When the local church can view missionaries as fellow believers to emulate—rather than saints to admire—they can tap into helpful wisdom and resources for living out the gospel in their context. When we look through the lens of a missionary, we recognize the mission in our own neighborhoods and can begin to practice it in our own relationships.
Move beyond the field report
If you’re preparing to host your church’s missionaries this summer and are looking for more than the status quo, here are three ways to help make the most of their experience.
When the local church can view missionaries as fellow believers to emulate—rather than saints to admire—they can tap into helpful wisdom and resources for living out the gospel in their context.
1. Invite them to the table
The churches who understood how to humanize our experiences often invited us to attend their elder meetings and sit with their staff, along with the Sunday morning update and small group meetings. They intentionally asked us, “What have you learned that we can learn from you? What are three things you do to share the gospel that we could utilize here? Where are we blind?”
Missionaries often see the cultural trends before others do. They know how trust is earned when cultural Christianity is gone. Instead of treating missionary visit as just a field report, try viewing it as a consultation.
2. Let them train your church
Inspiration fades by Monday but equipping reshapes culture. Missionaries spend their life navigating skepticism, initiating awkward conversations and enduring long seasons where nothing seems to move. That experience is gold for people learning to build relationships with not-yet-believers.
Invite your missionary to host a workshop, share at your young adults gathering or share with your small group leaders about how to live missionally where they already are. We call this “daring to be awkward,” stepping into relational risk for the sake of long-term trust.
Missionaries often see the cultural trends before others do. They know how trust is earned when cultural Christianity is gone. Instead of treating missionary visit as just a field report, try viewing it as a consultation.

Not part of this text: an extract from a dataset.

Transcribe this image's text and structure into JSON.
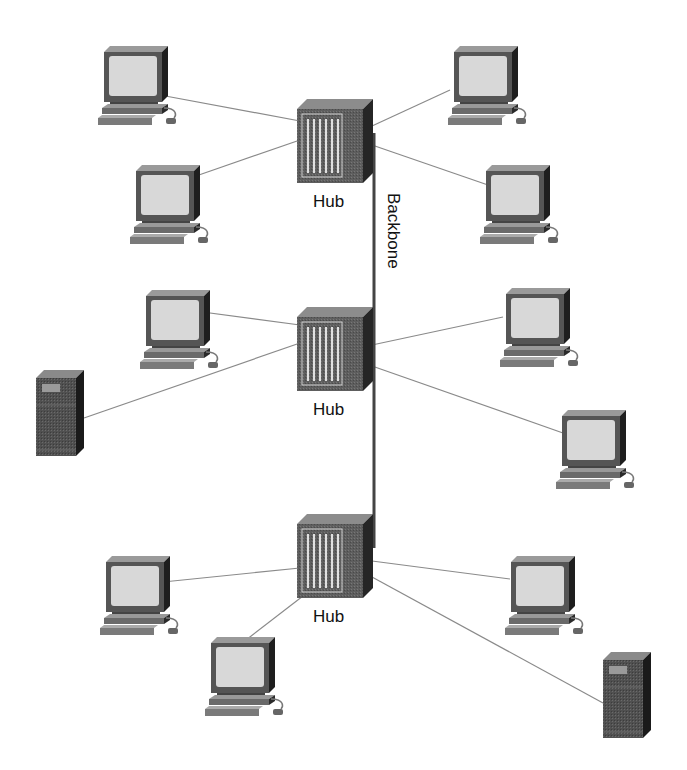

3. Integrate their knowledge
Start to build missionary insights into your evangelistic systems, pastoral care and life of the church. Identify the evangelists in your congregation, ask them what missionary techniques they already practice and challenge them to think about what new ones they could develop.
Set up quarterly video calls where missionaries can meet with a dedicated small group of congregants who desire to live missionally. When the goal is to live like a missionary, those calls will make the distance between the zip codes smaller, and accountability will keep the momentum going.
EFCA churches, I want to encourage you to give missionaries space to shape your church’s imagination for how the gospel can be shared in your own community. Challenge your congregation to move beyond being mere supporters of the missionaries, to participants in the mission. The Great Commission isn’t just a calling for full-time missionaries—it’s for all of us.
Send a Response
Share your thoughts with the author.